The essential feature of the kinship terminology is the reckoning from ego, whereby each individual remembers his own relation to every other member of the clan or tribe; and commonly the kinship terms are classific rather than descriptive (i.e., a single term expresses the relation which in English is expressed by the phrase "My elder brother's second son's wife"). The system is curiously complex and elaborate. It was not discovered by the earlier and more superficial observers of the Indians, and was brought out chiefly by Morgan, who detected numerous striking examples among different tribes; but it would appear that the system is not equally complete among all of the tribes, probably because of immature development in some cases and because of decadence in others.

The system of ordination, like that of kinship, is characterized by reckoning from the ego and by adventitious associations.

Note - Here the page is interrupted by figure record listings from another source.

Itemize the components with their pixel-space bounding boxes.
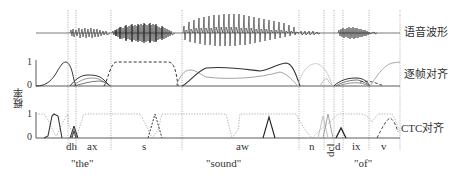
phone-label-n: n bbox=[309, 141, 315, 152]
y-axis-label: 概率 bbox=[14, 88, 24, 108]
phone-label-v: v bbox=[381, 141, 387, 152]
phone-label-s: s bbox=[142, 141, 146, 152]
phone-label-aw: aw bbox=[236, 141, 249, 152]
framewise-ytick-1: 1 bbox=[27, 57, 32, 67]
waveform-panel-label: 语音波形 bbox=[404, 27, 448, 38]
alignment-figure bbox=[0, 0, 454, 179]
ctc-blank bbox=[36, 114, 400, 138]
framewise-ytick-0: 0 bbox=[27, 80, 32, 90]
word-label-sound: "sound" bbox=[206, 158, 241, 169]
ctc-spikes bbox=[44, 114, 398, 138]
framewise-panel-label: 逐帧对齐 bbox=[404, 69, 448, 80]
phone-label-d: d bbox=[335, 141, 341, 152]
word-label-of: "of" bbox=[354, 158, 372, 169]
segment-boundaries bbox=[68, 10, 400, 150]
ctc-axes bbox=[36, 112, 400, 138]
waveform bbox=[36, 14, 400, 46]
ctc-ytick-1: 1 bbox=[27, 109, 32, 119]
phone-label-ix: ix bbox=[352, 141, 361, 152]
ctc-ytick-0: 0 bbox=[27, 132, 32, 142]
framewise-curves bbox=[36, 62, 400, 86]
ctc-panel-label: CTC对齐 bbox=[401, 123, 444, 134]
phone-label-ax: ax bbox=[87, 141, 97, 152]
word-label-the: "the" bbox=[71, 158, 93, 169]
phone-label-dh: dh bbox=[66, 141, 77, 152]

It may have been developed from the kinship system through the need for recognition and assignment of adopted captives, collective property, and other things pertaining to the group; yet it bears traces of influence by the taboo system. Its ramifications are wide: In some cases it emphasizes kinship by assigning members of the family group to fixed positions about the camp-fire or in the house; this function develops into the placement of family groups in fixed order, as exemplified in the Iroquoian long-house and the Siouan camping circle; or it develops into a curiously exaggerated direction-concept culminating in the cult of the Four Quarters and the Here, and this prepares the way for a quinary, decimal, and vigesimal numeration; this last branch sends off another in which the cult of the Six Quarters and the Here arises to prepare the way for the mystical numbers 7, 13, and 7x7, whose vestiges come down to civilization; both the four-quarter and the six-quarter associations are sometimes bound up with colors; and there are numberless other ramifications. Sometimes the function and development of these curious concepts, which constitute perhaps the most striking characteristic of prescriptorial culture, are obscure at first glance, and hardly to be discovered even through prolonged research; yet, so far as they have been detected and interpreted, they are especially adapted to fixing demotic relations; and through them the manifold relations of individuals and groups are crystallized and kept in mind.

Thus the American Indians, including the Siouan stock, are made up of families organized into clans or gentes, and combined in tribes, sometimes united in confederacies, all on a basis of kinship, real or assumed; and the organization is shaped and perpetuated by a series of devices pertaining to the plane of prescriptorial culture, whereby each member of the organization is constantly reminded of his position in the group.


Footnotes

[1.]

Prepared as a complement and introduction to the following paper oil "Siouan Sociology," by the late James Owen Dorsey.

"A synopsis of the Indian tribes ... in North America," Trans, and Coll. Am. Antiq. Soc., vol. II, p. 120.

"Indian linguistic families of America north of Mexico," Seventh Annual Report of the Bureau of Ethnology, for 1885-86 (1891), pp. 111-118. Johnson's Cyclopedia, 1893-95 edition, vol. VII, p. 546, etc.

Correspondence with the Bureau of Ethnology.